(Thrilling Comics 001, 1940)
Here's a nice picture of the Faceless Phantom from his second appearance, before we delve into the muddy fiche images of his first.
Scientific hero Doc Strange is just walking down the street one day when he hears a cry for help that leads him to an encounter with his first super-villain (the Faceless Phantom) as well as his long-term love interest (Virginia Thompson). The Faceless Phantom, it turns out, has just kidnapped Virginia's father Professor Thompson in an attempt to get him to reveal the secret of his Delta Ray gun, which is a good old-fashioned sci-fi death ray.
What follows is an astonishingly long (for a Golden Age story - 37 pages!) chase sequence, as Doc Strange, Virginia and New York Police Commissioner Baxter pursue the Faceless Phantom and Professor Thompson to the Central American republic of San Pedro and back. Along the way both Virginia and Baxter are captured and rescued and captured again, Doc fist fights multiple animals (a shark, a boa constrictor, crocodiles, a tiger, a pit full of cobras, an octopus and a gorilla), and Doc acquires several temporary companions, including:
-Togo, hired as a bodyguard for Virginia; ultimately revealed to be an agent of (implicitly) the Chinese government looking to acquire the Delta Ray
-Parker, a seaplane pilot who shuttles Doc around for the middle part of the story until he is almost killed in a plane crash and left behind in Florida
-Jerry Adams, a newsie who Doc helps with his mortgage during a brief spell of train crash-induced amnesia
Things eventually come to a head back in NYC where they started, with the Faceless Phantom armed not only with the Delta Ray but a stolen supply of Alosun, the "distillation of sun-atoms" that gives Doc Strange his super powers. Thus equipped, the Phantom and his men have effectively taken over the city.
In order to combat a gang of death ray-wielding gangsters all hopped up on super serum, Doc really hunkers down and gets inventing. He comes up with two key bits of technology: suits of death ray-proof armour for a special detail of police officers to wear and a gas that neutralizes the effects of Alosun (something which one might reasonably expect to crop up to bite him in the ass in the future but not so, as far as I can tell). The subsequent gang round-up is almost 100% effective, with the exception being that the Faceless Phantom pulls his signature trick and disappears in a cloud of purple mist.
Thanks to his Alosun-enhanced senses, this time when the Faceless Phantom disappears Doc is able to identify that he is doing so using an Ancient Egyptian alchemical preparation called Kalodin, and thanks to his well-stocked library he is then able to find a book that tells him how to counter Kalodin's effects. Thus, the next time the Phantom tries to do a runner he gets a face full of reagent, followed by a sock to the jaw.
The Faceless Phantom is unmasked, and surprising no one with any degree of genre savvy he turns out to be Police Commissioner Baxter, the character who tagged along with Doc throughout the adventure and mostly got kidnapped over and over again while the Phantom somehow learned all of Doc's secrets. But he's been caught and the long nightmare is finally over.
OR IS IT? No, it isn't, because Baxter still had some Alosun hidden away for a rainy day and he gets ahold of it just in time to ruin is own execution, thanks to a crooked prison guard. Side note: Baxter's tattered clothing in the above panels is not as a result of his escape attempt - he was dressed in them already when he was led in. Was this some sort of attempt to save money on prison uniforms by giving condemned men the worst one or something?
Baxter resumes his life as the Faceless Phantom, pledging to make the whole country pay. Thanks to his Kalodin-derived invisibility and his residual Alosun strength he is able to form a gang and start up a crime spree with great alacrity.
As is often the case, a successful crimewave becomes a systematic campaign of terror and looting becomes a plan to take over the US by kidnapping the entire Senate. This is the point at which Doc Strange catches up with the Phantom - that's him in the lower right in gangster cosplay - and strikes back by packing the Senate galleries with gun-toting lawmen who engage the Faceless Phantom gang in what I would call an irresponsibly large gun battle. No senator catches a stray bullet on panel though, so I guess you could call the operation a success.
Things come to a head on the wing of a plane in which the Faceless Phantom is escaping with a re-re-re-kidnapped Virginia. Though both hero and villain are juiced up on Alosun, Doc wins out in the end and punches the Phantom clean off of the plane, at which point he dusts off his hands and declares that the Faceless Phantom is finally dead, despite the fact that his own Alosun-powered body has survived similar falls on many occasions. Will this come back to bite Doc Strange in the ass? Only in that he will be more surprised than he should be when the Phantom returns in 1942.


> **HOW TO COMPLETE THIS TASK**
Give exactly the lines from the one that contains "Serialize everything readable" through the end of the entries below, both included; the pictures stay out.

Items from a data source
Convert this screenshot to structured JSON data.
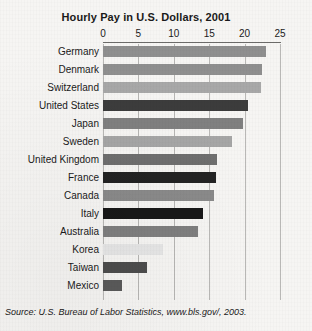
{
  "chart_data": {
    "type": "bar",
    "orientation": "horizontal",
    "title": "Hourly Pay in U.S. Dollars, 2001",
    "xlabel": "",
    "ylabel": "",
    "xlim": [
      0,
      25
    ],
    "ticks": [
      0,
      5,
      10,
      15,
      20,
      25
    ],
    "tick_labels": [
      "0",
      "5",
      "10",
      "15",
      "20",
      "25"
    ],
    "grid": "vertical",
    "legend": "none",
    "categories": [
      "Germany",
      "Denmark",
      "Switzerland",
      "United States",
      "Japan",
      "Sweden",
      "United Kingdom",
      "France",
      "Canada",
      "Italy",
      "Australia",
      "Korea",
      "Taiwan",
      "Mexico"
    ],
    "values": [
      23.0,
      22.5,
      22.3,
      20.5,
      19.8,
      18.2,
      16.1,
      15.9,
      15.7,
      14.1,
      13.4,
      8.5,
      6.2,
      2.7
    ],
    "bar_colors": [
      "#8f8f8f",
      "#8f8f8f",
      "#a8a8a8",
      "#3c3c3c",
      "#808080",
      "#a6a6a6",
      "#6f6f6f",
      "#232323",
      "#8a8a8a",
      "#181818",
      "#7f7f7f",
      "#e6e6e6",
      "#4d4d4d",
      "#5a5a5a"
    ],
    "source": "Source: U.S. Bureau of Labor Statistics, www.bls.gov/, 2003."
  },
  "colors": {
    "background": "#f6f5f3",
    "gridline": "#b9b8b6",
    "axis": "#6d6c6a",
    "text": "#1a1a1a"
  }
}
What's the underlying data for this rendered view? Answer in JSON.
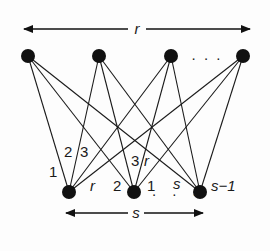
{
  "diagram": {
    "type": "complete bipartite graph",
    "top_arrow_label": "r",
    "bottom_arrow_label": "s",
    "top_ellipsis": ". . .",
    "bottom_ellipsis": ". . .",
    "top_nodes": [
      {
        "id": "t1",
        "x": 28,
        "y": 56
      },
      {
        "id": "t2",
        "x": 99,
        "y": 56
      },
      {
        "id": "t3",
        "x": 171,
        "y": 56
      },
      {
        "id": "t4",
        "x": 243,
        "y": 56
      }
    ],
    "bottom_nodes": [
      {
        "id": "b1",
        "x": 69,
        "y": 192
      },
      {
        "id": "b2",
        "x": 134,
        "y": 192
      },
      {
        "id": "b3",
        "x": 200,
        "y": 192
      }
    ],
    "edge_labels": {
      "b1_label_1": "1",
      "b1_label_2": "2",
      "b1_label_3": "3",
      "b1_label_r": "r",
      "b2_label_2": "2",
      "b2_label_3": "3",
      "b2_label_r": "r",
      "b2_label_1": "1",
      "b3_label_s": "s",
      "b3_label_s_minus_1": "s−1"
    },
    "colors": {
      "ink": "#111111",
      "background": "#fdfdfd"
    }
  }
}
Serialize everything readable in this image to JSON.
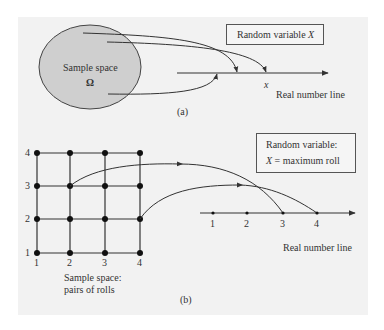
{
  "panel_a": {
    "ellipse_label_line1": "Sample space",
    "ellipse_label_line2": "Ω",
    "box_label_prefix": "Random variable ",
    "box_label_var": "X",
    "point_label": "x",
    "axis_label": "Real number line",
    "caption": "(a)"
  },
  "panel_b": {
    "grid_y_labels": [
      "4",
      "3",
      "2",
      "1"
    ],
    "grid_x_labels": [
      "1",
      "2",
      "3",
      "4"
    ],
    "grid_caption_line1": "Sample space:",
    "grid_caption_line2": "pairs of rolls",
    "box_line1": "Random variable:",
    "box_line2_var": "X",
    "box_line2_rest": " = maximum roll",
    "axis_ticks": [
      "1",
      "2",
      "3",
      "4"
    ],
    "axis_label": "Real number line",
    "caption": "(b)"
  },
  "colors": {
    "panel_bg": "#f2f2f2",
    "ellipse_fill": "#cfcfcf",
    "stroke": "#333333"
  }
}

> **ANSWER BOX**
Serialize everything readable in this image to JSON.
{
  "panel_a": {
    "ellipse_label_line1": "Sample space",
    "ellipse_label_line2": "Ω",
    "box_label_prefix": "Random variable ",
    "box_label_var": "X",
    "point_label": "x",
    "axis_label": "Real number line",
    "caption": "(a)"
  },
  "panel_b": {
    "grid_y_labels": [
      "4",
      "3",
      "2",
      "1"
    ],
    "grid_x_labels": [
      "1",
      "2",
      "3",
      "4"
    ],
    "grid_caption_line1": "Sample space:",
    "grid_caption_line2": "pairs of rolls",
    "box_line1": "Random variable:",
    "box_line2_var": "X",
    "box_line2_rest": " = maximum roll",
    "axis_ticks": [
      "1",
      "2",
      "3",
      "4"
    ],
    "axis_label": "Real number line",
    "caption": "(b)"
  },
  "colors": {
    "panel_bg": "#f2f2f2",
    "ellipse_fill": "#cfcfcf",
    "stroke": "#333333"
  }
}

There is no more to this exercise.